Bat Hour has been getting later.
A few weeks ago the bats began their nightly acrobatics around before nine o’clock. Now they don’t appear until nearly ten. Naturally, this led to a conversation about the Earth’s tilt, daylight, and whether time itself is a rather suspicious human invention.
But I’m getting ahead of myself.
The evening actually began at the grocery store.
Or rather, just before it.
As we turned onto the road, my daughter let out the kind of gasp that means the car is about to become involved in someone else’s emergency.
“Dog!”
She is, after all, a saver of all animals.
I looked over and saw him.
He definitely looked like a Doug. A big nondescript tan fellow, who was trying to blend in.
Doug was trotting across the road, moving away from the people trying to help him. From where I sat, he didn’t look frightened. He looked determined. Every person encouraging him toward safety seemed to be moving in one direction.
Doug had chosen the other.
To my eyes, he didn’t want rescuing.
He wanted freedom.
We pulled over anyway.
Doug made it abundantly clear that he had no interest in becoming acquainted with us, our good intentions, or anyone else’s leash. He slipped away toward the highway with the confidence of a dog who had places to be.
So we went to the store.
I honestly suspected Doug would be just fine.
My daughter wasn’t so sure.
She kept thinking about him while we wandered the aisles. Eventually I found myself tossing a few cans of Vienna sausages into the cart because, if I were a dog, that would qualify as an epic treat.
On the drive back we decided we’d try one more time.
Instead, we found something much better.
A woman had positioned her car to block the entrance to the busy road. Several other vehicles had pulled over. A man stood patiently nearby with a leash, looking exactly like the sort of person stubborn old farm dogs eventually surrender to.
Nobody appeared to know Doug.
Nobody seemed particularly concerned whose responsibility Doug was.
For a few unexpected minutes, Doug belonged to all of us.
Watching complete strangers quietly interrupt their evenings to keep one wandering dog safe was unexpectedly moving.
Lately it’s been easy to believe the world is becoming a little less gentle.
Then one old farm dog wandered toward a highway…
…and half the town pulled over.
Doug, I suspect, was thoroughly unimpressed.
Eventually we headed home.
My daughter and I settled onto the back deck to await Bat Hour.
We watched the evening light slowly change. That somehow became a conversation about why bat hour keeps getting later, which somehow became the Earth’s tilt, which somehow became time, which somehow became reality itself.
As these conversations often do.
We became so busy discussing the nature of existence that we missed most of Bat Hour.
Neither of us minded.
A few days ago my brain had gone strangely quiet.
Tonight it wanted to wonder again.
Somewhere between one stubborn dog, a sky that refused to hold still, and the impossible fact that the Earth is quietly tipping bath our feet, curiosity found its way back home.
That feels like its own kind of healing.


## Activity
All lines from the one that contains "Describe the element" to the end of the data must be retyped exactly. Pictures are not retyped.

## The data

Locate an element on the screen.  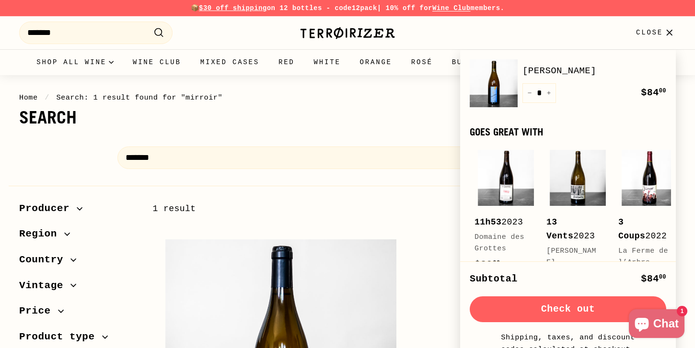
span: Price is located at coordinates (38, 311).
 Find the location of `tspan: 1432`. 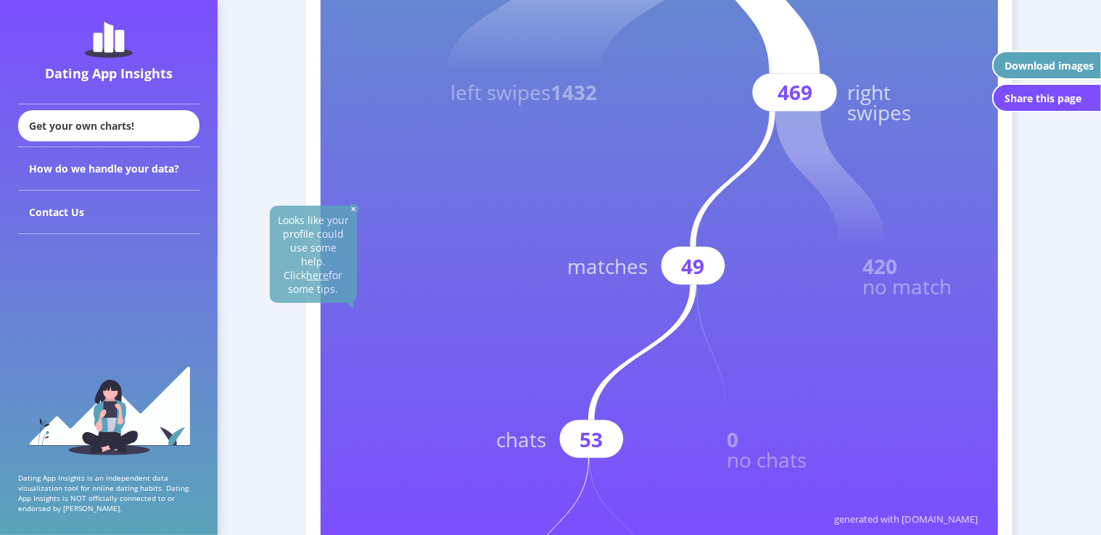

tspan: 1432 is located at coordinates (574, 92).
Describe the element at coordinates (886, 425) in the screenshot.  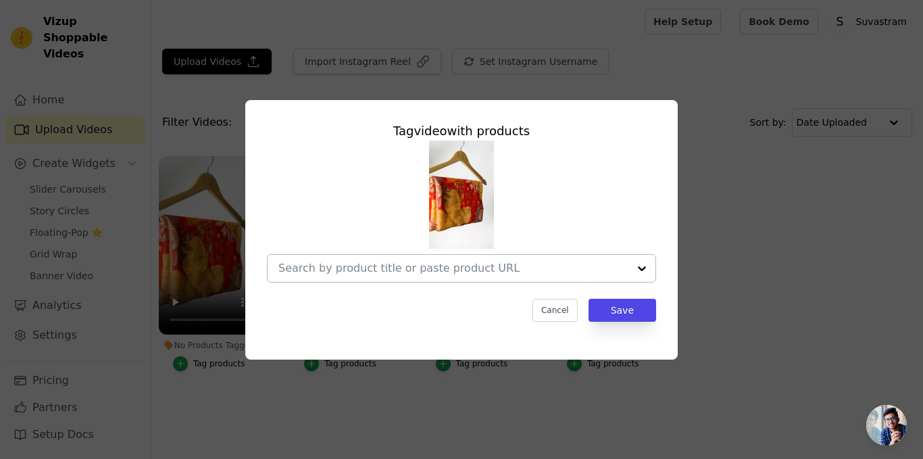
I see `a: Open chat` at that location.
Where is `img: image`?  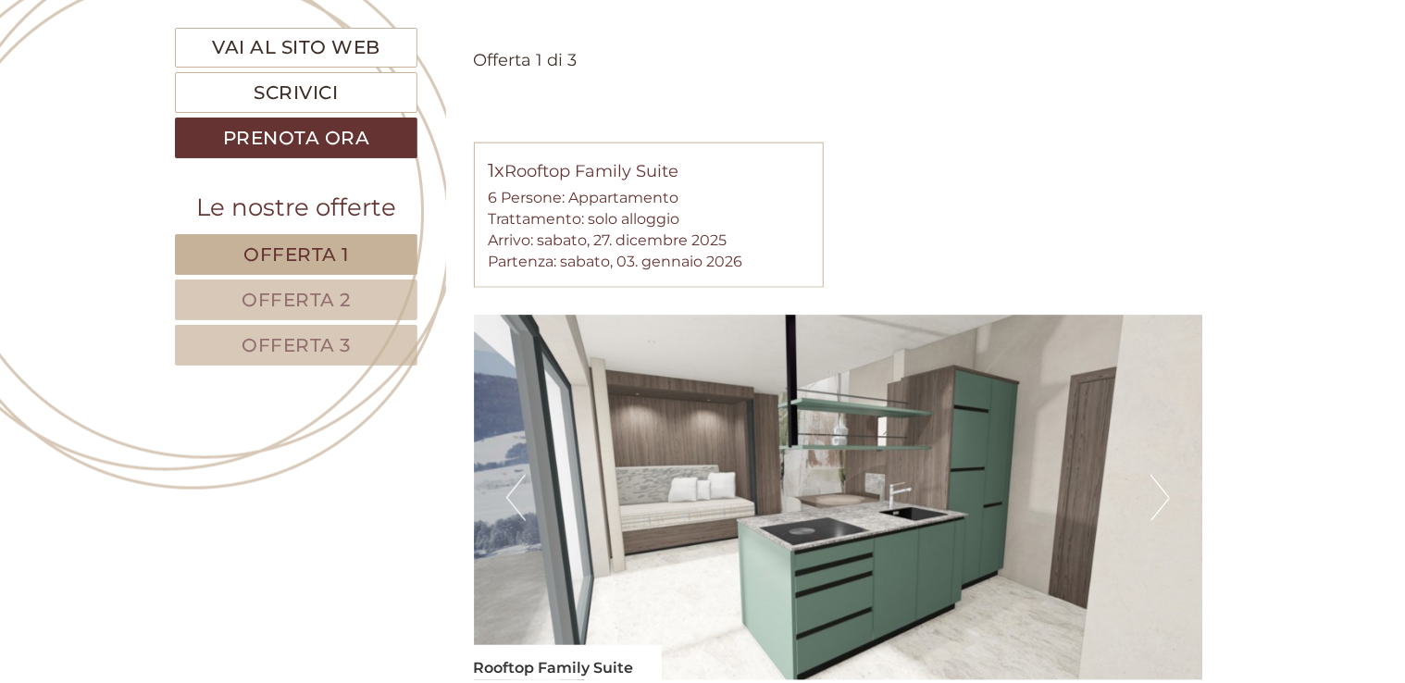
img: image is located at coordinates (839, 498).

## Response area
Describe the element at coordinates (886, 425) in the screenshot.  
I see `a: Open chat` at that location.
Where is `img: image`?  
img: image is located at coordinates (839, 498).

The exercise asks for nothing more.